Navigating the challenges and opportunities of synthetic voices
We’re sharing lessons from a small scale preview of Voice Engine, a model for creating custom voices.
We recognize that generating speech that resembles people's voices has serious risks, which are especially top of mind in an election year. We are engaging with U.S. and international partners from across government, media, entertainment, education, civil society and beyond to ensure we are incorporating their feedback as we build. The partners testing Voice Engine today have agreed to our usage policies, which prohibit the impersonation of another individual or organization without consent or legal right. In addition, our terms with these partners require explicit and informed consent from the original speaker and we don’t allow developers to build ways for individual users to create their own voices. Partners must also clearly disclose to their audience that the voices they're hearing are AI-generated. Finally, we have implemented a set of safety measures, including watermarking to trace the origin of any audio generated by Voice Engine, as well as proactive monitoring of how it's being used.
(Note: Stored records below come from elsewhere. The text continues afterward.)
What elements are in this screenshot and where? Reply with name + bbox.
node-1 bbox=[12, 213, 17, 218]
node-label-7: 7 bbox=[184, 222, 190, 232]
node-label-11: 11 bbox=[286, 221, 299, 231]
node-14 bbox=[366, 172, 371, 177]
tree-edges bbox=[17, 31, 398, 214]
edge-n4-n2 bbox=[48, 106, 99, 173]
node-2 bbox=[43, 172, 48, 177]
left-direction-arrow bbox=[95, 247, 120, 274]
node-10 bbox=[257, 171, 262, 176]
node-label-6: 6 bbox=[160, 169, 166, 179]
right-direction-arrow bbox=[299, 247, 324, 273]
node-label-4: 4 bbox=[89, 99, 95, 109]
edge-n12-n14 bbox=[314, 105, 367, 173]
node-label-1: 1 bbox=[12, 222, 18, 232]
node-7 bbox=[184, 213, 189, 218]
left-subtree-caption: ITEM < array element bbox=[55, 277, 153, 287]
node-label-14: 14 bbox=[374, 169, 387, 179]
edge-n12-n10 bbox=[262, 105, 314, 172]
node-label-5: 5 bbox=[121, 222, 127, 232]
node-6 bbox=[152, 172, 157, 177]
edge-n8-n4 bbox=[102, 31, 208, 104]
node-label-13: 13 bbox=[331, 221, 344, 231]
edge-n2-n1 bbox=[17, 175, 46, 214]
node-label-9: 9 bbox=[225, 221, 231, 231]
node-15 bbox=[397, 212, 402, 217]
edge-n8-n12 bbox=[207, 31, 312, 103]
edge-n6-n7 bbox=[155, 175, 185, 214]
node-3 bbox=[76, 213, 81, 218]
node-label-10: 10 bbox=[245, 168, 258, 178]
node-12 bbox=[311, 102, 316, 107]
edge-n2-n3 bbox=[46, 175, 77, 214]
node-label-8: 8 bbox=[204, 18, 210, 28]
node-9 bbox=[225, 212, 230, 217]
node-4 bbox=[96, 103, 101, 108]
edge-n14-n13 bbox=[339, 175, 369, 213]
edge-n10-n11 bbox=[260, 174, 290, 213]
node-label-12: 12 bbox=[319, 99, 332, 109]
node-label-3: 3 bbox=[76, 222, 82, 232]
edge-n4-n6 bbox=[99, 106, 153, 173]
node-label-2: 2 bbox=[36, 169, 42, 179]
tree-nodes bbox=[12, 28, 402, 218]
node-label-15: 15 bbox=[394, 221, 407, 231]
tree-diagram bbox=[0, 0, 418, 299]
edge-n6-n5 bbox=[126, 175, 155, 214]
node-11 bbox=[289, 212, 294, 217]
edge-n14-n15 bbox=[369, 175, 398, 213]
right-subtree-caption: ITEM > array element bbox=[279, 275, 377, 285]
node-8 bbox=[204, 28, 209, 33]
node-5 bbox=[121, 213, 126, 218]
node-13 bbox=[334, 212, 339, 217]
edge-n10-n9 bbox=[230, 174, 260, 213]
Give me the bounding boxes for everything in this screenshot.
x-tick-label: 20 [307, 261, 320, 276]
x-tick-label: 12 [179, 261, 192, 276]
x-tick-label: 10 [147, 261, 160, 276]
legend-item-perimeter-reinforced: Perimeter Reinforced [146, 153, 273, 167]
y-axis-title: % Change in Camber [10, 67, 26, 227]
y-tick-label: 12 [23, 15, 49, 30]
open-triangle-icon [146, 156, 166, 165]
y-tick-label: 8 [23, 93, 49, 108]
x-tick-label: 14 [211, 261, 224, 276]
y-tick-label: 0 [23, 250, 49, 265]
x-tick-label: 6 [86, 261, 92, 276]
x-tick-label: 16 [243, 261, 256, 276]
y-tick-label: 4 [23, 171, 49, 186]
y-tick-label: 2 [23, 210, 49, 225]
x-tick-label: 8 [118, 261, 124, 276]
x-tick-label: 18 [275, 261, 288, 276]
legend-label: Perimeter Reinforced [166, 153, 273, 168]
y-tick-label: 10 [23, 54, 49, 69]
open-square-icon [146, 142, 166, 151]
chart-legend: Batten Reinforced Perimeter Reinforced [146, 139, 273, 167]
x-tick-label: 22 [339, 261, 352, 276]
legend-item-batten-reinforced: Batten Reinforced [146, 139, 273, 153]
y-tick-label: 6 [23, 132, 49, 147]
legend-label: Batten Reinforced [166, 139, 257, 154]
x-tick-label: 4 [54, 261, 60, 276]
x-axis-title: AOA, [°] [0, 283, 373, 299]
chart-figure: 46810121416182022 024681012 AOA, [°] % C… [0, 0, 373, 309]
We believe that any broad deployment of synthetic voice technology should be accompanied by voice authentication experiences that verify that the original speaker is knowingly adding their voice to the service and a no-go voice list that detects and prevents the creation of voices that are too similar to prominent figures.
Voice Engine is a continuation of our commitment to understand the technical frontier and openly share what is becoming possible with AI. In line with our approach to AI safety and our voluntary commitments, we are choosing to preview but not widely release this technology at this time. We hope this preview of Voice Engine both underscores its potential and also motivates the need to bolster societal resilience against the challenges brought by ever more convincing generative models. Specifically, we encourage steps like:
- Phasing out voice based authentication as a security measure for accessing bank accounts and other sensitive information
- Exploring policies to protect the use of individuals' voices in AI
- Educating the public in understanding the capabilities and limitations of AI technologies, including the possibility of deceptive AI content
- Accelerating the development and adoption of techniques for tracking the origin of audiovisual content, so it's always clear when you're interacting with a real person or with an AI
It's important that people around the world understand where this technology is headed, whether we ultimately deploy it widely ourselves or not. We look forward to continuing to engage in conversations around the challenges and opportunities of synthetic voices with policymakers, researchers, developers and creatives.